How minimal is our intelligence?

55 Douglas_Reay 25 November 2012 11:34PM

Gwern suggested that, if it were possible for civilization to have developed when our species had a lower IQ, then we'd still be dealing with the same problems, but we'd have a lower IQ with which to tackle them.   Or, to put it another way, it is unsurprising that living in a civilization has posed problems that our species finds difficult to tackle, because if we were capable of solving such problems easily, we'd probably also have been capable of developing civilization earlier than we did.

How true is that?

In this post I plan to look in detail at the origins of civilization with an eye to considering how much the timing of it did depend directly upon the IQ of our species, rather than upon other factors.

Although we don't have precise IQ test numbers for our immediate ancestral species, the fossil record is good enough to give us a clear idea of how brain size has changed over time:

brain mass as a percent of body mass against time

and we do have archaeological evidence of approximately when various technologies (such as pictograms, or using fire to cook meat) became common.

continue reading »

Criteria for Rational Political Conversation

-5 woozle 26 August 2010 03:53PM

Query: by what objective criteria do we determine whether a political decision is rational?

I propose that the key elements -- necessary but not sufficient -- are (where "you" refers collectively to everyone involved in the decisionmaking process):

  • you must use only documented reasoning processes:
    • use the best known process(es) for a given class of problem
    • state clearly which particular process(es) you use
    • document any new processes you use
  • you must make every reasonable effort to verify that:
    • your inputs are reasonably accurate, and
    • there are no other reasoning processes which might be better suited to this class of problem, and
    • there are no significant flaws in in your application of the reasoning processes you are using, and
    • there are no significant inputs you are ignoring

If an argument satisfies all of these requirements, it is at least provisionally rational. If it fails any one of them, then it's not rational and needs to be corrected or discarded.

This is not a circular definition (defining "rationality" by referring to "reasonable" things, where "reasonable" depends on people being "rational"); it is more like a recursive algorithm, where large ambiguous problems are split up into smaller and smaller sub-problems until we get to a size where the ambiguity is negligible.

This is not one great moral principle; it is more like a self-modifying working process (subject to rational criticism and therefore improvable over time -- optimization by successive approximation). It is an attempt to apply the processes of science (or at least the same reasoning which arrived at those processes) to political discourse.

So... can we agree on this?


This is a hugely, vastly, mindbogglingly trimmed-down version of what I originally posted. All comments prior to 2010-08-26 20:52 (EDT) refer to that version, which I have reposted here for comparison purposes and for the morbidly curious. (It got voted down to negative 6. Twice.)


(ASSIGNMENT):
The data must be reproduced verbatim; images are to be omitted.

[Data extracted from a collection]
********************

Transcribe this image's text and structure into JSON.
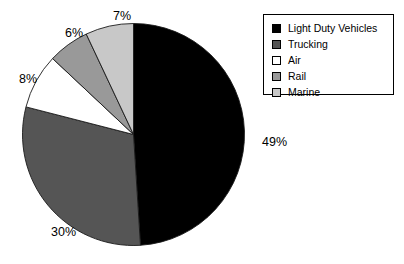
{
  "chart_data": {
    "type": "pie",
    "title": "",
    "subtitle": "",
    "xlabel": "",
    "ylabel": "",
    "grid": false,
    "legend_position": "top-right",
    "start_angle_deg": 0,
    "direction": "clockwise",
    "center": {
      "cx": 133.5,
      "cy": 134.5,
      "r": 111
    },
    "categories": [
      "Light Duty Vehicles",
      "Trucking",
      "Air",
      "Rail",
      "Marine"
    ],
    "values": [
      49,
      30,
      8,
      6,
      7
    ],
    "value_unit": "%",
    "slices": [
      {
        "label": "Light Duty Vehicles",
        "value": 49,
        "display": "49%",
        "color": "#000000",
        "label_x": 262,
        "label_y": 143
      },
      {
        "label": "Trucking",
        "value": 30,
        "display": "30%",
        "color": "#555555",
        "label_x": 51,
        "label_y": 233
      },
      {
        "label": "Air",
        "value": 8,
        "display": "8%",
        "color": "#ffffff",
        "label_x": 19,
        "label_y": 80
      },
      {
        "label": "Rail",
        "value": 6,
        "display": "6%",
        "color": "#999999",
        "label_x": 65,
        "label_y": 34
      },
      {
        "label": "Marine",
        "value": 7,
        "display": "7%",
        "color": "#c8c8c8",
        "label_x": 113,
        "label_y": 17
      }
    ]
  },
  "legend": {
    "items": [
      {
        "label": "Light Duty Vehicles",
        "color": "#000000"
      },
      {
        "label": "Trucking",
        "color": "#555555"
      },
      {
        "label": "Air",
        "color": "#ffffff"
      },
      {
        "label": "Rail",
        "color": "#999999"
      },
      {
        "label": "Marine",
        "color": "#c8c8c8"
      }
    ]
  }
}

********************

(FINISHED EXERCISE):
Transcribe this image's text and structure into JSON.
{
  "chart_data": {
    "type": "pie",
    "title": "",
    "subtitle": "",
    "xlabel": "",
    "ylabel": "",
    "grid": false,
    "legend_position": "top-right",
    "start_angle_deg": 0,
    "direction": "clockwise",
    "center": {
      "cx": 133.5,
      "cy": 134.5,
      "r": 111
    },
    "categories": [
      "Light Duty Vehicles",
      "Trucking",
      "Air",
      "Rail",
      "Marine"
    ],
    "values": [
      49,
      30,
      8,
      6,
      7
    ],
    "value_unit": "%",
    "slices": [
      {
        "label": "Light Duty Vehicles",
        "value": 49,
        "display": "49%",
        "color": "#000000",
        "label_x": 262,
        "label_y": 143
      },
      {
        "label": "Trucking",
        "value": 30,
        "display": "30%",
        "color": "#555555",
        "label_x": 51,
        "label_y": 233
      },
      {
        "label": "Air",
        "value": 8,
        "display": "8%",
        "color": "#ffffff",
        "label_x": 19,
        "label_y": 80
      },
      {
        "label": "Rail",
        "value": 6,
        "display": "6%",
        "color": "#999999",
        "label_x": 65,
        "label_y": 34
      },
      {
        "label": "Marine",
        "value": 7,
        "display": "7%",
        "color": "#c8c8c8",
        "label_x": 113,
        "label_y": 17
      }
    ]
  },
  "legend": {
    "items": [
      {
        "label": "Light Duty Vehicles",
        "color": "#000000"
      },
      {
        "label": "Trucking",
        "color": "#555555"
      },
      {
        "label": "Air",
        "color": "#ffffff"
      },
      {
        "label": "Rail",
        "color": "#999999"
      },
      {
        "label": "Marine",
        "color": "#c8c8c8"
      }
    ]
  }
}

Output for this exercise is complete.